I'm subject to being gripped up and sent to isolation, all myproperty destroyed, and then being shipped off to the 24-hour lockdown facilityin Lewisburg, Pennsylvania, for simply speaking out on the conditions we endureeveryday.
What I will talk about is the one bright spot in USP Hazelton: the think-tank group sponsored by a staff member that wants to seechange for the betterment of the BOP. With her help, college professors andstudents from West Virginia University, along with other members of thecommunity, come deep inside the belly of the beast to help create programs for the convicts who have spent decades behind bars.

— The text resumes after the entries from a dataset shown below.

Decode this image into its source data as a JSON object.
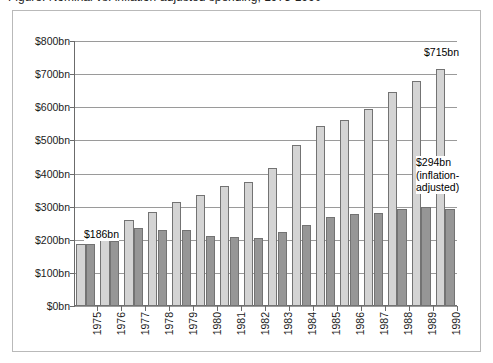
{
  "figure": {
    "clipped_title": "Figure: Nominal vs. inflation-adjusted spending, 1975-1990"
  },
  "chart_data": {
    "type": "bar",
    "title": "",
    "xlabel": "",
    "ylabel": "",
    "ylim": [
      0,
      800
    ],
    "yticks": [
      0,
      100,
      200,
      300,
      400,
      500,
      600,
      700,
      800
    ],
    "ytick_labels": [
      "$0bn",
      "$100bn",
      "$200bn",
      "$300bn",
      "$400bn",
      "$500bn",
      "$600bn",
      "$700bn",
      "$800bn"
    ],
    "grid": true,
    "legend": "none",
    "categories": [
      "1975",
      "1976",
      "1977",
      "1978",
      "1979",
      "1980",
      "1981",
      "1982",
      "1983",
      "1984",
      "1985",
      "1986",
      "1987",
      "1988",
      "1989",
      "1990"
    ],
    "series": [
      {
        "name": "Nominal",
        "color": "#d4d4d4",
        "values": [
          186,
          215,
          261,
          284,
          313,
          336,
          363,
          375,
          417,
          485,
          544,
          563,
          595,
          645,
          679,
          715
        ]
      },
      {
        "name": "Inflation-adjusted",
        "color": "#969696",
        "values": [
          186,
          197,
          237,
          229,
          229,
          211,
          208,
          204,
          223,
          246,
          269,
          277,
          281,
          292,
          300,
          294
        ]
      }
    ],
    "annotations": [
      {
        "id": "first-value",
        "text": "$186bn",
        "category": "1975"
      },
      {
        "id": "last-nominal",
        "text": "$715bn",
        "category": "1990"
      },
      {
        "id": "last-adjusted-line1",
        "text": "$294bn",
        "category": "1990"
      },
      {
        "id": "last-adjusted-line2",
        "text": "(inflation-",
        "category": "1990"
      },
      {
        "id": "last-adjusted-line3",
        "text": "adjusted)",
        "category": "1990"
      }
    ]
  }
}
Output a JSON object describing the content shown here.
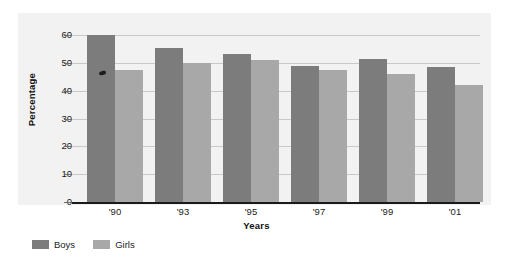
{
  "chart_data": {
    "type": "bar",
    "title": "",
    "xlabel": "Years",
    "ylabel": "Percentage",
    "categories": [
      "'90",
      "'93",
      "'95",
      "'97",
      "'99",
      "'01"
    ],
    "series": [
      {
        "name": "Boys",
        "color": "#7c7c7c",
        "values": [
          60,
          55.5,
          53,
          49,
          51.5,
          48.5
        ]
      },
      {
        "name": "Girls",
        "color": "#a8a8a8",
        "values": [
          47.5,
          50,
          51,
          47.5,
          46,
          42
        ]
      }
    ],
    "ylim": [
      0,
      60
    ],
    "yticks": [
      0,
      10,
      20,
      30,
      40,
      50,
      60
    ],
    "ytick_labels": [
      "0",
      "10",
      "20",
      "30",
      "40",
      "50",
      "60"
    ],
    "grid": true,
    "legend_position": "bottom-left"
  },
  "legend": {
    "items": [
      {
        "label": "Boys",
        "color": "#7c7c7c"
      },
      {
        "label": "Girls",
        "color": "#a8a8a8"
      }
    ]
  },
  "colors": {
    "panel_background": "#f2f2f2",
    "gridline": "#c9c9c9",
    "axis": "#1a1a1a",
    "boys": "#7c7c7c",
    "girls": "#a8a8a8"
  }
}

The core of the group, called "United Circle 4Hope," consists of convicts who are never going homelifers who aretrying to bring about a positive change in the stagnant culture of the federalprison system. This collective is one that everyone should have a vestedinterest in supporting. The other inmates they help will soon be your neighborsand coworkers, the ones who will be building your houses and serving yourfood. Without receiving the training they require, and a shift in ideology thatthe classes present, they'll be the ones robbing your house and selling drugsto your kids.
The years of shakedowns, strip searches, and beatings have takena toll on me and every other prisoner in the system. It's turned our approach from one of survival to resentmentreactivity to proactivity. The only way inmates willchange their actions and ways of thinking towards their overseers is the hiringand training of staff that are of the same mindset as the think tank sponsor inUSP Hazelton. And the community at large has to push for better education fundingfor prisoners re-entering society.
I have grown up in the federal prison system, and been taught life lessons by men doing life sentences. I've been a victim and anassailant. In a few years, I'll be a free mana part of your community. Ichanged my life for the better while incarcerated.
It's time that others havethe programs to change for the better, too.